I think overall the gravest sin is that the Alien universe was meant to be sketched in the broadest strokes, and details and mystery kept, not overexplained.
I wish they had let the first two awesome movies rest in peace.
Extended universes suck.
P.S. same applies to Blade Runner. Then again, I didn't even like the sequel, so I'm sure I'll dislike the upcoming show :(
For instance, I like the bleakness of Alien 3 opening with Newt and Hicks both dead. That doesn't spoil my enjoyment of Aliens, which ends on a triumphant note. These are different stories, and they can be treated on completely different planes. If you want, you can imagine the movies as representing alternate branching universes, where one branch led to Newt and Hicks dying in hibernation, and in some other branch that's too uninteresting to be put to film, they live happily ever after.
I also liked Blade Runner 2049, but I don't need to retroactively reevaluate the original Blade Runner in light of any of the questions that are settled in the sequel. In Ridley Scott's original film, Deckard's humanity is still open to question, regardless of what's presented in Villeneuve's version.
Of course when the sequel is complete trash, it's easy to ignore entirely.

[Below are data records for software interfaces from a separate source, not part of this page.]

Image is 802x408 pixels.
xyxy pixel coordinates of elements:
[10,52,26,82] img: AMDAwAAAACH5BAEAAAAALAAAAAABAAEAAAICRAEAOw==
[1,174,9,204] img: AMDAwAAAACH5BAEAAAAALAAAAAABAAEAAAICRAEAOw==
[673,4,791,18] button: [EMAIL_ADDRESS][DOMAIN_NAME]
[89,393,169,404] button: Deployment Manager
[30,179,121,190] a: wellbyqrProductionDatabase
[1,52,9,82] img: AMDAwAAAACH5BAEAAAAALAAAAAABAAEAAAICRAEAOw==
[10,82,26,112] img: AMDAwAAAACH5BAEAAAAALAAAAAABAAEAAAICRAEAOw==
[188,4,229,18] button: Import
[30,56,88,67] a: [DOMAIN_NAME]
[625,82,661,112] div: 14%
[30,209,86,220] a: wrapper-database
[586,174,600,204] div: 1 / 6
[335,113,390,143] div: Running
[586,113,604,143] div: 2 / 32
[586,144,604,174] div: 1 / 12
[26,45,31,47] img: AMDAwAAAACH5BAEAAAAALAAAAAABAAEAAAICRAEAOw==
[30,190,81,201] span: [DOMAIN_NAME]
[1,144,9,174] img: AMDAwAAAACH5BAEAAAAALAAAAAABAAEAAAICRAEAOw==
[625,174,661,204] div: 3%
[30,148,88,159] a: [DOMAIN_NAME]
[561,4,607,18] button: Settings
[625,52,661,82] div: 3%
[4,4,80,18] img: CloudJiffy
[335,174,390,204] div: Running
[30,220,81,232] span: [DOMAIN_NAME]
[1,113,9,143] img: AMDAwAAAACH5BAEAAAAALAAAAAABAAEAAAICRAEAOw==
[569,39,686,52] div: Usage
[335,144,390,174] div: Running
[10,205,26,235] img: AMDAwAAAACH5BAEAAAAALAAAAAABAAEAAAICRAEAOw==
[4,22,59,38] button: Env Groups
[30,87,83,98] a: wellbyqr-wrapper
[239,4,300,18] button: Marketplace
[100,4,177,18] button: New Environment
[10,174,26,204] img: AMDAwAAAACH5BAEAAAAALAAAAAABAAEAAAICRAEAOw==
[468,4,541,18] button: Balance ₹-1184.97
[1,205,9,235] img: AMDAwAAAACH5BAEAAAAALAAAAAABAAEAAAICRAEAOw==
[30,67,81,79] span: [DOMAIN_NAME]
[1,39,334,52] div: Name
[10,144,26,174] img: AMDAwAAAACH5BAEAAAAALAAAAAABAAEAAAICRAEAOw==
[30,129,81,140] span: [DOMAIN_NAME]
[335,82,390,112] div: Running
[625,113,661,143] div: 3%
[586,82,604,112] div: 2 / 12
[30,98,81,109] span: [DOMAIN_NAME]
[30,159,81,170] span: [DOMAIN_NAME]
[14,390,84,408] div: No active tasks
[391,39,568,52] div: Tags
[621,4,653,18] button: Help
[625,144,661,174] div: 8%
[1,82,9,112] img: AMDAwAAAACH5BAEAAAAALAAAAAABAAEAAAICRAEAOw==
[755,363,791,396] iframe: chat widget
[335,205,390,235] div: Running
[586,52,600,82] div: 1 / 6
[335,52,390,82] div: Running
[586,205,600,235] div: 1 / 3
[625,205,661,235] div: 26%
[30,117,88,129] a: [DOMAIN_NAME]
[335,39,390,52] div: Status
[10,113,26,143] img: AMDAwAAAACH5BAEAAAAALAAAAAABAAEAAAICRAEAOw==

Terminator 3 being the obvious example.
I think there's a similar issue with Marvel after Thanos. Not as much that Endgame was a bad movie, just that the continuity was derailed and never grounded itself. Did Vision come back? Did Loki? Is the Fox Quicksilver canon now? Eh, who knows, the "real" state of the world has moved so much that it doesn't matter anyway.
In a way, I feel like this makes it the comic-book movie that's spiritually closest to the comics.
Yeah, remember when the network forced Lynch and Frost to reveal the killer of Laura Palmer. Broadcast executives typically don't get it, scenarists often get too infatuated with their own worldbuilding.
Does anyone know why Americans do this regularly, swapping i and e especially in words of German origin?
To be fair, German "ie" and "ei" is one of the few special rules which make no sense (or lost their sense in time). The 'e' in 'ie' is Dehnungs-e for elongation, just a notation that the i is longer pronounced (like Wiese, Biene). (Special rule: if ie is at the end of a word like familie (latin familia) often it is a diphtong and both vocals are pronounced).
"ei" is a bit stupid, because it is not pronounced "ei" but like "ai" or "ay" (eg Mayer).
That said, it should be a pretty hard rule when writing about a person to, at the very least, check to make sure you spelled their name correctly.
Has anyone actually counted whether that rule is more often true than wrong?
Which is basically saying the rule is worthless?
And yes, I realize by putting that in an HN comment to live on the Internet forever, the ghost of every English teacher I had growing up in the US is going to haunt me, one by one, until I am mad and rendered unable to communicate because the anarchic amalgamation that is the English language has lost any shadow of sensibility.
In fairness, I find it a perfectly wonderful language to get creative with, but I really do believe its evolution as a sort of Frankenstein's Monster, composed of parts borrowed from German, Latin, French, etc, has allowed it to transcend into something that broke free of any rules we tried to impose upon it. We're taught different ways to write an essay "correctly" for the sake of appeasing specific branches of academia, grammatical structures that are often awkward and completely at odds with how we actually speak, inducting more and more colloquialisms and slang into the accepted dictionary authorities each year as the stodgy old guard, once considered rebellious and fresh, passes on to the next generation.
English is dynamic and alive, in that way, leaving our educational curriculum running to catch up. Believing that, I cannot blame even the most eloquent native speaker for getting things "wrong" from the perspective of a non-native speaker. It's likely that they learned different and flimsy rules at different times from different sources.
You should see what they do to place names like Edinburgh.